Civil Procedure; Limitation Periods
Grant Thornton LLP v. New Brunswick, 2020 NBCA 182021 SCC 31 (39182)

This appeal turned on the standard to be applied in determining whether a plaintiff has the requisite degree of knowledge to discover a claim under New Brunswick’s limitation period statute, triggering a two-year limitation period in s. 5(1)(a). The Court of Appeal below adopted too high a standard. A claim is discovered when the plaintiff has knowledge, actual or constructive, of the material facts upon which a plausible inference of liability on the defendant’s part can be drawn. It follows from this standard that a plaintiff does not need knowledge of all the constituent elements of a claim to discover that claim. Here the Province discovered its claim against Grant Thornton on February 4, 2011. By then, the Province knew or ought to have known that a loss occurred and that the loss was caused in whole or in part by conduct which Grant Thornton had been retained to detect. Although the Province had this knowledge by February 4, 2011, it did not bring its claim until June 23, 2014. The claim is therefore statute-barred. 

Contracts: Releases
Corner Brook (City) v. Bailey, 2020 NLCA 32021 SCC 29 (39122)
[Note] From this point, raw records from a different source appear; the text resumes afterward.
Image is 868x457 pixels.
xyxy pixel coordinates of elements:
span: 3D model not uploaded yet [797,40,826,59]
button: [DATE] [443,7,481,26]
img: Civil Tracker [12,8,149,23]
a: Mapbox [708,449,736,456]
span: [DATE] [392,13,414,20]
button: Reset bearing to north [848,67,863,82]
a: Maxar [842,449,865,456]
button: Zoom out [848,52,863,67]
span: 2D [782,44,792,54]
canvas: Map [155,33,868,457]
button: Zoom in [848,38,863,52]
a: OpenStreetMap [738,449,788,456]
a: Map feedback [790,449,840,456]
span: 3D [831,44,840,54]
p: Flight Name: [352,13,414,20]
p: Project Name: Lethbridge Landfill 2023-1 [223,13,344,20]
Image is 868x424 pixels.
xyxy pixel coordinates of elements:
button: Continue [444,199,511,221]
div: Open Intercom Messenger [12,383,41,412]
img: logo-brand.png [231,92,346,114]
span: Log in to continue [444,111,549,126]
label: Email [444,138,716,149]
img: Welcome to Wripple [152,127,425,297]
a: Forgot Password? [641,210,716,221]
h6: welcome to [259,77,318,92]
There is no special interpretive principle that applies to releases. The “Blackmore Rule” has been overtaken by the general principles of contract law in Sattva. The Blackmore Rule has outlived its usefulness and should no longer be referred to. Any judicial tendency to interpret releases narrowly is not a function of any special rule, but rather a function of releases themselves. In the instant case, the application judge interpreted the release broadly to include Mrs. Bailey’s third party claim in accordance with Sattva, and his reasons should have been reviewed on a palpable and overriding error standard. As the application judge made no reviewable error in his interpretation of the release, the appeal is allowed and the order reinstated.

Intellectual Property; Copyright
York University v. Canadian Copyright Licensing Agency (Access Copyright), 2020 FCA 772021 SCC 32 (39222)
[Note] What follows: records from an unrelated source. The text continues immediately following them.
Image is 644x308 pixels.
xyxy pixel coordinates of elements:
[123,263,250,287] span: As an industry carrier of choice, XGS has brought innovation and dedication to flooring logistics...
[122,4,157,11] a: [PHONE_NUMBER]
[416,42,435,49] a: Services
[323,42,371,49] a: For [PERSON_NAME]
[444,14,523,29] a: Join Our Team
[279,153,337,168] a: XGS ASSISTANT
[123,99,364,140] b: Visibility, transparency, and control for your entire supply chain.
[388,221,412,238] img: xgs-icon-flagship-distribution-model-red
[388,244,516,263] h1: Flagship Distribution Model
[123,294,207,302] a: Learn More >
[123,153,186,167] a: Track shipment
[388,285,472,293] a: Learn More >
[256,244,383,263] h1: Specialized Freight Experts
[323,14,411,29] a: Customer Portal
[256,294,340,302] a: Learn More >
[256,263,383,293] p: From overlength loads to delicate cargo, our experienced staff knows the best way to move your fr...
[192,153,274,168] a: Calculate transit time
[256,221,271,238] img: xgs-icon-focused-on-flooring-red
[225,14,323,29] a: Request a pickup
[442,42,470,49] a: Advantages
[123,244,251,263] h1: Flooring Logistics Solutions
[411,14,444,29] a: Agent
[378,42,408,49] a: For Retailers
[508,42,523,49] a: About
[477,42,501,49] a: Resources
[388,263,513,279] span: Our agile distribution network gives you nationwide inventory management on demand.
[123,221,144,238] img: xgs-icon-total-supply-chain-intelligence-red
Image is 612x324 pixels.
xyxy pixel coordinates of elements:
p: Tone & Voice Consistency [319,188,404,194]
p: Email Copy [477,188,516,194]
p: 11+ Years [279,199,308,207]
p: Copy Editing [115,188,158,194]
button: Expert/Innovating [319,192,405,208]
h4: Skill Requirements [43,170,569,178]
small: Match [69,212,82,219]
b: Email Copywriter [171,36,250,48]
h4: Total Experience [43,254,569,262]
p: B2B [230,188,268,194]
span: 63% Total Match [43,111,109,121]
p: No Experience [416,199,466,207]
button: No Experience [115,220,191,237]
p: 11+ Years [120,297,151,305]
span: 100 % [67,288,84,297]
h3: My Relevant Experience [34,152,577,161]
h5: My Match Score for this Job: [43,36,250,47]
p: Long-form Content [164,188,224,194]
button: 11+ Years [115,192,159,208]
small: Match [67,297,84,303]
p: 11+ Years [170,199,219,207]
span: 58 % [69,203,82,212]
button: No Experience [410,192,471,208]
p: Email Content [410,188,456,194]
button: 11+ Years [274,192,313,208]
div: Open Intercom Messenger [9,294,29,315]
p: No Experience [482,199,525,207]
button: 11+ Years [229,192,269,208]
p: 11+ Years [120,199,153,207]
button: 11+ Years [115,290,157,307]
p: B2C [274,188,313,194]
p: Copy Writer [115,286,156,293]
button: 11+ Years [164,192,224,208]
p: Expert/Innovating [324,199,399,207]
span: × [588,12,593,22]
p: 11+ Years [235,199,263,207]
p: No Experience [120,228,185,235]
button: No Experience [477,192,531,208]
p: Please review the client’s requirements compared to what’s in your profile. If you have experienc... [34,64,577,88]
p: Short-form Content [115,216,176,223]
The trial judge here found the interim tariff was enforceable against York and that neither its Fair Dealing Guidelines nor its actual practices constituted fair dealing. The Federal Court of Appeal allowed York’s appeal on the tariff enforcement action but dismissed its appeal on the fair dealing counterclaim. The court held that Board approved tariffs are voluntary for users. If a user who chooses not to be licensed under a tariff makes an unauthorized use of a work, the remedy is an infringement action which Access Copyright does not have standing to assert because it does not own the copyright in any of the works and is not an exclusive licensee or an assignee. While this disposed of the dispute between the parties, the court went on to evaluate York’s appeal on the fair dealing counterclaim. It concluded that York could not establish that all copying within its Guidelines is fair and refused to issue the Declaration. The S.C.C. agreed with the Federal Court of Appeal that the tariff is not enforceable against York University, but not grant York’s requested Declaration, nor endorse the fair dealing analysis conducted by the Federal Court and the Federal Court of Appeal.